The study analyzed 6,708 U.S. stock funds. It concluded that 4,635 (two-thirds of them) were projected to underperform their benchmark, net of fees. This underperformance was due to the amount of fees charged by these funds. The report found: “At their current price, and assuming those estimates approximate actual pre-fee excess returns in the future, these funds would have no prayer of beating their benchmarks after fees.”

The reality, as found by the study, is that “most active U.S. stock funds are too expensive to succeed.” Even the actively managed funds with lower fees, and projected excess returns, have “little margin of error”, making their outperformance far less than a sure thing.

The one silver lining for investors in actively managed funds was small cap funds “where it appears fees are still below estimated future pre-fee excess returns.”

The report had this advice for active fund managers (which is unlikely to be heeded): Slash fees or mothball the funds.

The active share myth

Actively managed fund families are not taking all this negative publicity in stride. They are fighting back with purported ways savvy investors can prospectively identify actively managed funds likely to outperform. One of the most publicized of these tools is “active share.” This theory holds that fund managers who's holdings deviate the most from their benchmark index (measured by “active share”), “are well positioned to outperform their benchmarks before and after fees.”

If this was true, all you would have to do is purchase actively managed funds with the highest active share, and you could be confident of achieving returns in excess of its benchmark index.

If only it were that easy.

Vanguard reviewed the data in this analysis. Initially, it found funds with a high active share score had at least as much downside as upside, meaning that you would need to hold on to these funds for the long term and withstand periods of underperformance.

It then identified actively managed U.S. stock funds that ended 2009 with a high active share score of at least 80 percent. It compared the returns of these funds during the five-year period from 2005-1009 and then calculated the returns for the ensuing five-year period from 2010-2014.

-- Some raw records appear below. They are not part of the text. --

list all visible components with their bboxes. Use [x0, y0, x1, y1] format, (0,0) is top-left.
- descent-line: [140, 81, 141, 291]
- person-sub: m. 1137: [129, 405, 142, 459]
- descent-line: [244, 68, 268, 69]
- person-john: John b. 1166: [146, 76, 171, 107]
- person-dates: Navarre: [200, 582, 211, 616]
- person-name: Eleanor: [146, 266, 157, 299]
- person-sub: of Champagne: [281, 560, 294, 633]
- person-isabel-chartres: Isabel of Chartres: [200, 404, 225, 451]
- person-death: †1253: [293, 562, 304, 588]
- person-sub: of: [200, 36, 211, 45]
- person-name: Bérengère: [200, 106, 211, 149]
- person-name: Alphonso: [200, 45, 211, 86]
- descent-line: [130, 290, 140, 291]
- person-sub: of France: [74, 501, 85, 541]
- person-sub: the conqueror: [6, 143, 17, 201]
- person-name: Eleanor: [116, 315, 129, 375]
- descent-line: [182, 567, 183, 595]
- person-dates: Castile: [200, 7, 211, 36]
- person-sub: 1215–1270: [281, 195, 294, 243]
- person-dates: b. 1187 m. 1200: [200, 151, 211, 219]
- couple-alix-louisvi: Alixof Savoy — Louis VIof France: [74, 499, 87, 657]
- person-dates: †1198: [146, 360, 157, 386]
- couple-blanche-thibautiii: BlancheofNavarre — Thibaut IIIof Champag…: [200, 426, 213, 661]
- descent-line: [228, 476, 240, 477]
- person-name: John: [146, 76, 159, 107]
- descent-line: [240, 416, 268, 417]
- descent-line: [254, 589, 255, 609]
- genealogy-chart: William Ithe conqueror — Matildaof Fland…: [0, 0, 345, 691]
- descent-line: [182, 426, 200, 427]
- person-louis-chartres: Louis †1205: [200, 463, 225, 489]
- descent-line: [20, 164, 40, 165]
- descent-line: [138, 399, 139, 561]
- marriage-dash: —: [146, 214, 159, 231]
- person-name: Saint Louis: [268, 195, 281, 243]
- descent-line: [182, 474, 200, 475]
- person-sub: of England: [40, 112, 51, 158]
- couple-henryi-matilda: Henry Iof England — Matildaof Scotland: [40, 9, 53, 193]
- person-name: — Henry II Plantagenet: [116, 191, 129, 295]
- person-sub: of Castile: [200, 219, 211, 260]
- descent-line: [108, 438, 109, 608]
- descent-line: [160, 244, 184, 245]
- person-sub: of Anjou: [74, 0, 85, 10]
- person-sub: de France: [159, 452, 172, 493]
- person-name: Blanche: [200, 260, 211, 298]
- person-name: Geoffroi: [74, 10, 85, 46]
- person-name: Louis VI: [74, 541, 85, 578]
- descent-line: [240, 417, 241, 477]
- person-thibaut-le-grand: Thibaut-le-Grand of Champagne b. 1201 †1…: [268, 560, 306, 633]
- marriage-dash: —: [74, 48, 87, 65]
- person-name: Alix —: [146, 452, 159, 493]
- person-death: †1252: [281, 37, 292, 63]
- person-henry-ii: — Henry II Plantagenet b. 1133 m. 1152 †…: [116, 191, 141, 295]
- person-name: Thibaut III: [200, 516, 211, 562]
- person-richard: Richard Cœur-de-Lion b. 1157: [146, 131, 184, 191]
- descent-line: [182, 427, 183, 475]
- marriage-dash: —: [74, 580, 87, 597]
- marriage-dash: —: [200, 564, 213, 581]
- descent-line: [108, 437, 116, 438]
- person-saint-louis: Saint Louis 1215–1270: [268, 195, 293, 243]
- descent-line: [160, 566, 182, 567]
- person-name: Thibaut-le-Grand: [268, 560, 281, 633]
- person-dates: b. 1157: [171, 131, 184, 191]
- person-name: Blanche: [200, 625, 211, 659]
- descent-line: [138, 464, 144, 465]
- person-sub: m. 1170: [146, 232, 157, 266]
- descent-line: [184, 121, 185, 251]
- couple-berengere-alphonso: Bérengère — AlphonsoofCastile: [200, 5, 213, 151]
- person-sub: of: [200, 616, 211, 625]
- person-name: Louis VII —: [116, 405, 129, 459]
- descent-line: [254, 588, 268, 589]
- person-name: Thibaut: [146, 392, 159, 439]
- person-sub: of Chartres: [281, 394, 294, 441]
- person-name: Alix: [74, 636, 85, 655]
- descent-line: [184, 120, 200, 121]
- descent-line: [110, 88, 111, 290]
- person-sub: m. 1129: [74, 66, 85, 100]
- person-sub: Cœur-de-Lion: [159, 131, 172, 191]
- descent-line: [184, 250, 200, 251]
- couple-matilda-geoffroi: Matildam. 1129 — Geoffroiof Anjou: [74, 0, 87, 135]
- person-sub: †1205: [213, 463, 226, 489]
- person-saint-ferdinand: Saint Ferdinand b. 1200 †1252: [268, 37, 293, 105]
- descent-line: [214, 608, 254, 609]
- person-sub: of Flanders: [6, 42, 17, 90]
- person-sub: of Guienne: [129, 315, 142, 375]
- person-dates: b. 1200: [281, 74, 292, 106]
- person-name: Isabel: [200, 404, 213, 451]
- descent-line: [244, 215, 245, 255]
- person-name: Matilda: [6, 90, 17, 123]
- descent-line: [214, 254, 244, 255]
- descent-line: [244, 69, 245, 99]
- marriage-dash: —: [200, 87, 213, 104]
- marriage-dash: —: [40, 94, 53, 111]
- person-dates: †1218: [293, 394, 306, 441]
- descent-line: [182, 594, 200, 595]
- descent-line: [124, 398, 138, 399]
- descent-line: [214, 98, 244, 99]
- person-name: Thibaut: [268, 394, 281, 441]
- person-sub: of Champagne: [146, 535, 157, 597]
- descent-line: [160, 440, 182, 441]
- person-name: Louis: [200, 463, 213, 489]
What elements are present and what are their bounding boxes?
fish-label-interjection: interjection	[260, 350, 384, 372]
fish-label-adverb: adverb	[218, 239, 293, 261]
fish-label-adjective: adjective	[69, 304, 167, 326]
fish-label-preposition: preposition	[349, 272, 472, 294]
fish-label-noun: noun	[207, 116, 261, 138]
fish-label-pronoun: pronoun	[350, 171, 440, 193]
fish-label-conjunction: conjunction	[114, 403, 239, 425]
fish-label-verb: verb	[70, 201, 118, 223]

It found that funds with a high active share score in 2009, that performed in the top quartiles during the prior five-year period, turned into underperformers in the next five years.

Clearly, high active share was not a predictor of future outperformance.

A better way

Don’t be enticed by the hype about achieving outsized returns using actively managed funds. There’s no reliable way to select outperforming funds prospectively, even by using active share as a measurement. As the Morningstar report illustrates, most actively managed funds are priced to fail. Even those that aren’t have little room for error.

Your expected returns will likely be higher if you refuse to play a game that primarily enriches mutual fund families and brokers. Instead, confine your investments to low management fee target date funds, LifeStrategy funds from Vanguard, index funds and exchange-traded funds.

It’s time to focus on your retirement instead of transferring your money to those who “manage” it.

The views of the author are his alone. He is not affiliated with any broker, fund manager or advisory firm.

Any data, information and content on this blog is for information purposes only and should not be construed as an offer of advisory services.